Flex office with Clean desk
I spoke with a friend today who introduced me to a new concept I haven’t heard before: “Clean desk”. I suppose the idea is to have a flex-office solution where you have a bunch of workstations with laptop docks and then you grab an available one in the morning, and before you leave it should be 100% restored. I have some serious concerns with this approach.
By cleaning the workstation every single day, I suppose you will not find any personal artefacts of any kind anywhere. The office thus becomes very sterile. The human literally becomes a cog in a big machine, when all personal objects are removed. My spontaneous reaction is that I would feel very homeless. If there are shelves, they should be empty most of the time, if the system works. I have a 50-year-old sonometer in my office.

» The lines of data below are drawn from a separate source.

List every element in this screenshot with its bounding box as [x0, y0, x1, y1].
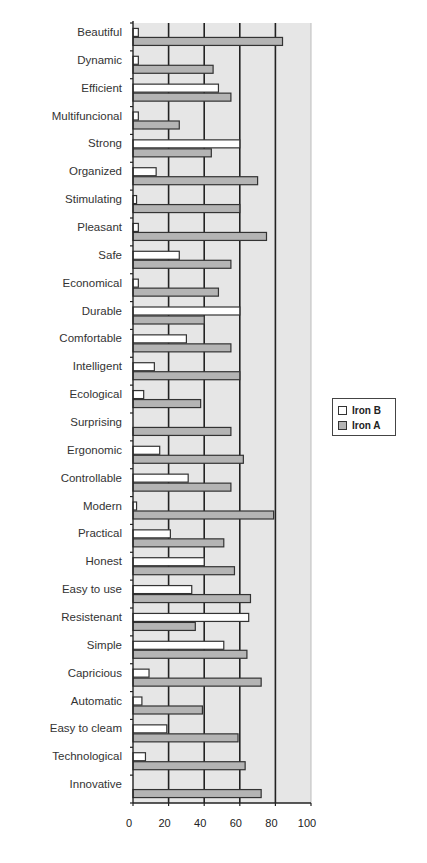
- bar-iron-b-economical: [133, 279, 138, 287]
- legend-item-iron-b: Iron B: [338, 403, 390, 418]
- x-tick-label-100: 100: [298, 817, 316, 829]
- bar-iron-b-durable: [133, 307, 240, 315]
- bar-iron-b-resistenant: [133, 613, 249, 621]
- category-label: Easy to cleam: [50, 722, 122, 734]
- category-label: Innovative: [70, 778, 122, 790]
- bar-iron-a-strong: [133, 149, 211, 157]
- bar-iron-a-beautiful: [133, 37, 283, 45]
- x-axis-tick-labels: 020406080100: [126, 817, 316, 829]
- bar-iron-a-surprising: [133, 427, 231, 435]
- x-tick-label-0: 0: [126, 817, 132, 829]
- bar-iron-a-ecological: [133, 400, 201, 408]
- category-label: Practical: [78, 527, 122, 539]
- bar-iron-a-innovative: [133, 790, 261, 798]
- bar-iron-b-multifuncional: [133, 112, 138, 120]
- bar-iron-b-automatic: [133, 697, 142, 705]
- category-label: Organized: [69, 165, 122, 177]
- category-label: Stimulating: [65, 193, 122, 205]
- bar-iron-a-easy-to-use: [133, 595, 250, 603]
- bar-iron-b-safe: [133, 251, 179, 259]
- category-label: Intelligent: [73, 360, 123, 372]
- bar-iron-a-automatic: [133, 706, 202, 714]
- category-labels: BeautifulDynamicEfficientMultifuncionalS…: [50, 26, 123, 790]
- category-label: Ergonomic: [67, 444, 122, 456]
- category-label: Efficient: [81, 82, 123, 94]
- legend-swatch-iron-b: [338, 406, 347, 415]
- bar-iron-a-multifuncional: [133, 121, 179, 129]
- bar-iron-a-efficient: [133, 93, 231, 101]
- category-label: Ecological: [70, 388, 122, 400]
- category-label: Automatic: [71, 695, 122, 707]
- bar-iron-b-ecological: [133, 391, 144, 399]
- category-label: Dynamic: [77, 54, 122, 66]
- bar-iron-b-controllable: [133, 474, 188, 482]
- bar-iron-a-organized: [133, 177, 258, 185]
- bar-iron-b-comfortable: [133, 335, 186, 343]
- bar-iron-b-organized: [133, 168, 156, 176]
- bar-iron-a-resistenant: [133, 622, 195, 630]
- bar-iron-a-stimulating: [133, 205, 240, 213]
- bar-iron-b-pleasant: [133, 223, 138, 231]
- category-label: Comfortable: [59, 332, 122, 344]
- bar-iron-a-ergonomic: [133, 455, 243, 463]
- bar-iron-a-capricious: [133, 678, 261, 686]
- legend-item-iron-a: Iron A: [338, 418, 390, 433]
- bar-iron-b-efficient: [133, 84, 218, 92]
- x-tick-label-20: 20: [158, 817, 170, 829]
- category-label: Resistenant: [61, 611, 123, 623]
- legend-swatch-iron-a: [338, 421, 347, 430]
- bar-iron-b-easy-to-cleam: [133, 725, 167, 733]
- x-tick-label-80: 80: [265, 817, 277, 829]
- x-tick-label-60: 60: [230, 817, 242, 829]
- category-label: Simple: [87, 639, 122, 651]
- bar-iron-a-practical: [133, 539, 224, 547]
- bar-iron-b-intelligent: [133, 363, 154, 371]
- bar-iron-b-easy-to-use: [133, 586, 192, 594]
- category-label: Easy to use: [62, 583, 122, 595]
- category-label: Controllable: [61, 472, 122, 484]
- bar-iron-a-pleasant: [133, 232, 267, 240]
- legend-label-iron-a: Iron A: [352, 420, 381, 431]
- category-label: Multifuncional: [52, 110, 122, 122]
- bar-iron-a-honest: [133, 567, 234, 575]
- bar-iron-a-economical: [133, 288, 218, 296]
- bar-iron-b-ergonomic: [133, 446, 160, 454]
- bar-iron-a-technological: [133, 762, 245, 770]
- bar-iron-b-dynamic: [133, 56, 138, 64]
- bar-iron-b-simple: [133, 641, 224, 649]
- bar-iron-b-practical: [133, 530, 170, 538]
- bar-iron-b-beautiful: [133, 28, 138, 36]
- bar-iron-a-simple: [133, 650, 247, 658]
- bar-iron-a-safe: [133, 260, 231, 268]
- category-label: Strong: [88, 137, 122, 149]
- bar-iron-a-easy-to-cleam: [133, 734, 238, 742]
- bar-iron-a-comfortable: [133, 344, 231, 352]
- legend-label-iron-b: Iron B: [352, 405, 381, 416]
- bar-iron-b-capricious: [133, 669, 149, 677]
- bar-iron-b-technological: [133, 753, 145, 761]
- category-label: Durable: [82, 305, 122, 317]
- bar-iron-a-controllable: [133, 483, 231, 491]
- category-label: Surprising: [70, 416, 122, 428]
- category-label: Pleasant: [77, 221, 123, 233]
- legend: Iron B Iron A: [332, 398, 396, 436]
- category-label: Honest: [86, 555, 123, 567]
- category-label: Capricious: [68, 667, 123, 679]
- bar-iron-b-honest: [133, 558, 204, 566]
- bar-iron-a-durable: [133, 316, 204, 324]
- category-label: Modern: [83, 500, 122, 512]
- bar-iron-a-modern: [133, 511, 274, 519]
- category-label: Safe: [98, 249, 122, 261]
- category-label: Technological: [52, 750, 122, 762]
- category-label: Economical: [63, 277, 122, 289]
- bar-iron-b-strong: [133, 140, 240, 148]
- bar-iron-a-intelligent: [133, 372, 240, 380]
- x-tick-label-40: 40: [194, 817, 206, 829]
- bar-iron-a-dynamic: [133, 65, 213, 73]
- category-label: Beautiful: [77, 26, 122, 38]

I play with it a couple of times per year. It has no economic purpose, but there are few better display pieces at an acoustician’s workstation.
What about books, articles or hardware like calculators? In theory, most of these things can move into the digital realm today and are not required to eat up expensive space. But it cannot be denied that they influence the atmosphere. I like having acoustic books in a shelf nearby. If nothing else, just to look at.

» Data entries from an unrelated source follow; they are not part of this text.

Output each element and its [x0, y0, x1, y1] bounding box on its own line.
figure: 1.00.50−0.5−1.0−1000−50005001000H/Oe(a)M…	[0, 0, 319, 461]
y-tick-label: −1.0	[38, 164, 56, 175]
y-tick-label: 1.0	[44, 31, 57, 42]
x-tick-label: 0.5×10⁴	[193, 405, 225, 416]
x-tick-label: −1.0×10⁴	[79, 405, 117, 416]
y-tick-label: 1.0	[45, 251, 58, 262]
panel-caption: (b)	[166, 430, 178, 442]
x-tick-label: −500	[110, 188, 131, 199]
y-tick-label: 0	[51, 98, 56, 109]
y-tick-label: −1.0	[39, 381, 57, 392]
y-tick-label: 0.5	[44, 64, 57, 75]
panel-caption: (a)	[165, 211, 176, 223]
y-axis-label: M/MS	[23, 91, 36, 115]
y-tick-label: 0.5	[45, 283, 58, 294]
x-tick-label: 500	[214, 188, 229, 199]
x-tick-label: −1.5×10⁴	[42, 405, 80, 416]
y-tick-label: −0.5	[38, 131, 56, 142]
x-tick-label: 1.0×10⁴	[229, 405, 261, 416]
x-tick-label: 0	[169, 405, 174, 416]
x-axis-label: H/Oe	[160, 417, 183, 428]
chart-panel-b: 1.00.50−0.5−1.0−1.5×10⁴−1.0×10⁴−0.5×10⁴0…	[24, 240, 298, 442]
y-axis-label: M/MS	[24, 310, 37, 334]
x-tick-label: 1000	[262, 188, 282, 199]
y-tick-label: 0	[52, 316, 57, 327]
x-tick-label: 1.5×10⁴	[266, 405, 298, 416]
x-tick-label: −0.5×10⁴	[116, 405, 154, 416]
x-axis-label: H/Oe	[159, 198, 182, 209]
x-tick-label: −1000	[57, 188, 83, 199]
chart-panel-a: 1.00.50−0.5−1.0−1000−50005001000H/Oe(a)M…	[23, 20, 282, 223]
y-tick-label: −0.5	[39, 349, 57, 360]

The economic argument for a flex-office with “Clean desk” is obviously a no-brainer. Especially after work-from-home gained acceptance. But we are human beings, and it is not possible to quantify everything with a measurable parameter. The clean desk concept seems at first glance to be a very unnatural state. I think we have a need for a place we can call home. Another thing, if there is less emotional attachment to the physical location, there should also be less social attachment. They influence each other. If our environment tells us that we are a cog in a big machine, it is rational to treat your co-workers in the same way.

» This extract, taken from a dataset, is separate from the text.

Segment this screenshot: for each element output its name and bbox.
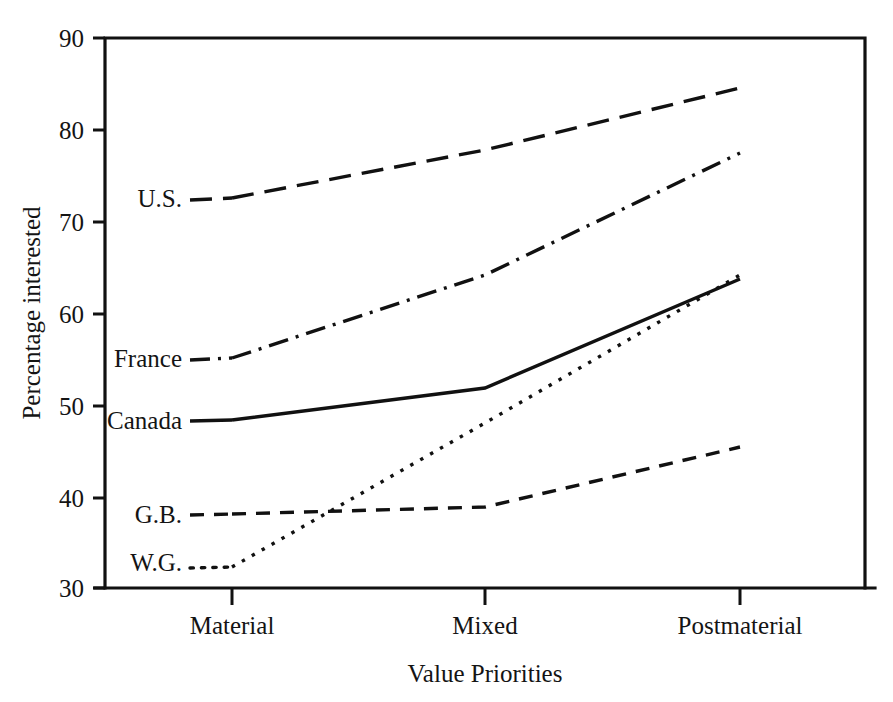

The only way I can see something remotely similar to “clean desk” work for me, would be if it was combined with a work from home office where I can “make it my own”. If I was only on site in the flex office 2 or max 3 days a week, maybe, just maybe I could stand it. But 40 hours a week? I go crazy just by thinking of it. I have worked in open-plan offices for about 6 years during an 8-year period. I got by, but I never liked it.
I have learned through decades of trial and error that I work best in a semi-chaotic environment. You may call it organized chaos. If I look around me in my office, there are tons and tons of artefacts, and I love it. On a scale with complete chaos on the left side and extreme order on the right side, I believe that I work best somewhere on the centre-left side. Of course, this boils down to personality and preference in the end, whether a clean desk-solution works or not. But to me, I cannot think of anything more extreme right on the order scale than a flex office with a clean desk principle. And extreme solutions are rarely the best approach. Also, there is a lot of talk going on that work from home is not desired and that organizations are becoming stricter in this regard. Now, if some workers are forced to return to a flex office with clean desk rules and mandatory 40-hour presence, I smell a possible conflict in expectations.